Friday 2013-05-24

It's 2013 and we still see bouts of angsty fin-de-siecle show me a non-obvious future complaints about mainstream media. While on the surface these complaints seem valid, there are a couple basic caveats that we have to work through.

1) A lot of movies today are franchise stories and have much historical baggage. E.g. in the latest Star Trek there's a reason that Kirk crawls into the warp reactor to kick it into working shape. With our technological sensibilities, we know that the real 23rd century equivalent would have just sent in a Fukushima-grade fixbot to correctly align the reactor core.

2) Most audiences are not computationally ready. I format my thoughts into a word stream which you can follow in a linear fashion. However, our brains are massively parallel, and we will likely take advantage of that. Showing that future to you today will hurt your brain because without training it's not easy to follow multiple narratives simultaneously. E.g., imagine watching two video feeds: one with rapid fire negotiations dialogue, the other with an FPS view of a building siege in progress and its attendant communication chatter; and both with the accompanying projections of logistics and coordination issues.

3) It will break current social conventions. E.g. do you remember the first time you came across someone using a hands-free cellphone? That level of disconcerting is mild compared to watching the interactions of parallel intelligences whose user interfaces have disappeared into their bodies.

Finally, instead of bitching about today's films, go make one; it's not like the costs of making a quick concept movie are prohibitively high.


> _EXERCISE_: What you return must match, exactly, the lines running from the one containing "Enumerate the UI" to the end of the data, both included, and must contain no pictures.

————————

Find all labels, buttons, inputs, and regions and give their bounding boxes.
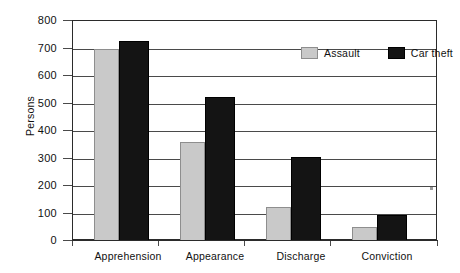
y-tick-mark-700 <box>63 48 72 49</box>
y-tick-label-0: 0 <box>0 235 57 246</box>
y-tick-mark-500 <box>63 103 72 104</box>
y-tick-mark-100 <box>63 213 72 214</box>
y-axis-line <box>72 20 73 241</box>
bar-car-theft-apprehension <box>119 41 149 241</box>
x-tick-mark-3 <box>330 241 331 246</box>
bar-assault-apprehension <box>94 49 119 242</box>
plot-area: Assault Car theft <box>72 20 437 240</box>
x-axis-line <box>72 240 438 241</box>
bar-assault-appearance <box>180 142 205 241</box>
assault-swatch-icon <box>301 47 318 59</box>
x-tick-mark-0 <box>72 241 73 246</box>
y-tick-label-200: 200 <box>0 180 57 191</box>
legend-item-car-theft: Car theft <box>388 47 453 59</box>
y-tick-mark-800 <box>63 20 72 21</box>
scan-artifact-speck <box>430 187 433 190</box>
legend-label-assault: Assault <box>324 47 360 59</box>
x-tick-mark-2 <box>244 241 245 246</box>
y-tick-mark-300 <box>63 158 72 159</box>
x-tick-mark-4 <box>437 241 438 246</box>
legend-item-assault: Assault <box>301 47 360 59</box>
bar-car-theft-discharge <box>291 157 321 241</box>
x-tick-mark-1 <box>158 241 159 246</box>
bar-chart: Assault Car theft 800 700 600 500 400 30… <box>0 0 460 273</box>
bar-car-theft-appearance <box>205 97 235 241</box>
y-tick-label-100: 100 <box>0 208 57 219</box>
y-tick-label-700: 700 <box>0 43 57 54</box>
legend-label-car-theft: Car theft <box>411 47 453 59</box>
y-tick-mark-0 <box>63 240 72 241</box>
y-tick-mark-400 <box>63 130 72 131</box>
car-theft-swatch-icon <box>388 47 405 59</box>
category-label-conviction: Conviction <box>327 250 447 262</box>
y-tick-mark-600 <box>63 75 72 76</box>
legend: Assault Car theft <box>301 44 453 62</box>
y-tick-label-800: 800 <box>0 15 57 26</box>
bar-car-theft-conviction <box>377 215 407 241</box>
y-axis-title: Persons <box>24 76 36 156</box>
bar-assault-discharge <box>266 207 291 241</box>
y-tick-mark-200 <box>63 185 72 186</box>
bar-assault-conviction <box>352 227 377 241</box>
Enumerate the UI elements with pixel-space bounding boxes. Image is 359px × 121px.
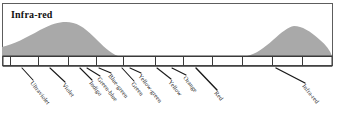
spectrum-labels-layer: Ultraviolet Violet Indigo Green-blue Blu…: [0, 0, 359, 121]
figure-root: Infra-red: [0, 0, 359, 121]
spectrum-label-yellow: Yellow: [167, 78, 184, 97]
spectrum-label-ultraviolet: Ultraviolet: [29, 79, 52, 105]
spectrum-label-orange: Orange: [182, 74, 199, 93]
spectrum-label-violet: Violet: [61, 81, 76, 98]
spectrum-label-infra-red: Infra-red: [301, 82, 321, 104]
spectrum-label-red: Red: [213, 89, 225, 101]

————————

> _ANSWER BOX_:
Enumerate the UI elements with pixel-space bounding boxes. Image is 359px × 121px.
spectrum-labels-layer: Ultraviolet Violet Indigo Green-blue Blu…: [0, 0, 359, 121]
figure-root: Infra-red: [0, 0, 359, 121]
spectrum-label-yellow: Yellow: [167, 78, 184, 97]
spectrum-label-ultraviolet: Ultraviolet: [29, 79, 52, 105]
spectrum-label-orange: Orange: [182, 74, 199, 93]
spectrum-label-violet: Violet: [61, 81, 76, 98]
spectrum-label-infra-red: Infra-red: [301, 82, 321, 104]
spectrum-label-red: Red: [213, 89, 225, 101]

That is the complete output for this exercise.